Tuesday, November 07, 2006

These are not scenes from a flourishing democracy.

* bob herbert (thnx jen):
"We know that Al Gore got more votes than George W. Bush in the 2000 presidential election, and that of the people who went to the polls in Florida, more had intended to vote for Mr. Gore than for Mr. Bush. But Mr. Bush became president.

In 2004, Mr. Bush outpolled John Kerry by more than three million votes nationally. But widespread problems encountered by voters in Ohio, especially those who had intended to vote for Mr. Kerry, raised doubts about who had really won the crucially important Buckeye State. If Mr. Kerry had taken Ohio, he would have won the White House with a minority of the popular vote, as Mr. Bush had done four years earlier.

These are not scenes from a flourishing democracy. If you’re looking to put a positive spin on the current state of politics and government in the U.S., you’ve got your work cut out for you."

* billmon:
"To me, this is practically the definition of a political train wreck: A party (or, in this case, an organized crime family posing a political party) that is remarkably good at grabbing and holding on to power, but incredibly bad at actually running the complex machinery of a modern post-industrial state.
[]
...I don't know what's going to happen Tuesday. But I'm reasonably sure of one thing: A country ruled by a political party that is great at winning elections but terrible at actually governing is heading for one hell of a smash up, sooner or later. The only question is how long it will take and how bad the crash will be -- in the real world if not in the ballot booth.
* arkin:
" That is why Rumsfeld must go. The secretary of defense has been shown to be more concerned with his department's turf than with the military's well-being. The secretary of defense has turned his Constitutional duty to exert civilian control over the military into a compulsion to dominate it. Donald Rumsfeld is a slippery Washington manipulator who uses war and national security and "transformation" to build and hold his power and to bully any dissenters. Rumsfeld, like the rest of the political players in the Bush administration also seems to be completely out of touch with the conditions and truth in Iraq; the partisan political battle over Rumsfeld's head has sadly suppressed a needed national debate.

I hope Rumsfeld and the administration will hear the message from the electorate. I hope they will go to bed tomorrow night understanding that the American public is not behind their war. I hope, they will not dismiss the groundswell as the product of the media's unfair manipulation of the electorate.

The Military Times papers might have pulled a patently political stunt and they might be wrong in their characterization of the "military" mind, but that does not mean that Donald Rumsfeld should survive tomorrow's vote.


TASK TO COMPLETE:
In the records below, locate the line containing "This screenshot has height=713, width=1538.", then output that line and all later lines exactly, through the last one.

ENTRIES SHOWN section start

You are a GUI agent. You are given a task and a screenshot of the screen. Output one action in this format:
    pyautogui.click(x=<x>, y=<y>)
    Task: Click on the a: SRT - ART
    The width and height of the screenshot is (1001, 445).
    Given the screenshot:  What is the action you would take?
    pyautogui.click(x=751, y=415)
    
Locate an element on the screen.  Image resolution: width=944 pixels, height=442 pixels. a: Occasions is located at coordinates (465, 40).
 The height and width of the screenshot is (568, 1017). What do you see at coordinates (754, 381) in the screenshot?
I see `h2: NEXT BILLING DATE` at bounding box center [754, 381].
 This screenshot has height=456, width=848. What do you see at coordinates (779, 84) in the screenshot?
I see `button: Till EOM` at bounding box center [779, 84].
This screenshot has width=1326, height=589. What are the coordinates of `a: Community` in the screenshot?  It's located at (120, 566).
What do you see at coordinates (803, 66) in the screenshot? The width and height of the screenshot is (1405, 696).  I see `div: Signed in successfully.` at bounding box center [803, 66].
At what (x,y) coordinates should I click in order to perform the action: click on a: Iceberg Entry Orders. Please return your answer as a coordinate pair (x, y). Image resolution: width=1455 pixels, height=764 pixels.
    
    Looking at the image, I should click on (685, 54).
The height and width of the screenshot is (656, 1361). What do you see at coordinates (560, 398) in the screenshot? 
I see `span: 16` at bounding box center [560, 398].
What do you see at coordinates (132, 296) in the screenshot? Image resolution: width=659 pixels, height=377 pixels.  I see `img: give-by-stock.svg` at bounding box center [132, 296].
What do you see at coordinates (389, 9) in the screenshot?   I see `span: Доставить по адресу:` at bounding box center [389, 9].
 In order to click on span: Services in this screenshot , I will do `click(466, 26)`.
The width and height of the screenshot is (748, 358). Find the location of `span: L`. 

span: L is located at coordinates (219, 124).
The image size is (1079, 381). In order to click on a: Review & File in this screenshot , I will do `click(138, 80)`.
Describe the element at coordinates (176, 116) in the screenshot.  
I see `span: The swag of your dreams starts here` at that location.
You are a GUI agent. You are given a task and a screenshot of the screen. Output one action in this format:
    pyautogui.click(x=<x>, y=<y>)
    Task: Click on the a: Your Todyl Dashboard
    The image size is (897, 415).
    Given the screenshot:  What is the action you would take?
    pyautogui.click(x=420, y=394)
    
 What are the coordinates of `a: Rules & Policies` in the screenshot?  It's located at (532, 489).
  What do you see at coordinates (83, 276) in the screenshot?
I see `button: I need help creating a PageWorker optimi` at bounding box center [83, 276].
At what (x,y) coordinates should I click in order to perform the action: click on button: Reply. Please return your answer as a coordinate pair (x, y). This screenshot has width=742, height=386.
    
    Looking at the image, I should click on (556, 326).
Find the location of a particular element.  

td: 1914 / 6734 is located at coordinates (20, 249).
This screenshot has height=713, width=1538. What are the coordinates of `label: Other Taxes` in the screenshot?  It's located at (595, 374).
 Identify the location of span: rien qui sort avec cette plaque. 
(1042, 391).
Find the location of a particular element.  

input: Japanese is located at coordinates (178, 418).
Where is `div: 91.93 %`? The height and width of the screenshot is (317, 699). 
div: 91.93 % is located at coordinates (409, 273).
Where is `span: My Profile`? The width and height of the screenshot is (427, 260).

ENTRIES SHOWN section end

ANSWER FOR THE TASK:
This screenshot has height=713, width=1538. What are the coordinates of `label: Other Taxes` in the screenshot?  It's located at (595, 374).
 Identify the location of span: rien qui sort avec cette plaque. 
(1042, 391).
Find the location of a particular element.  

input: Japanese is located at coordinates (178, 418).
Where is `div: 91.93 %`? The height and width of the screenshot is (317, 699). 
div: 91.93 % is located at coordinates (409, 273).
Where is `span: My Profile`? The width and height of the screenshot is (427, 260).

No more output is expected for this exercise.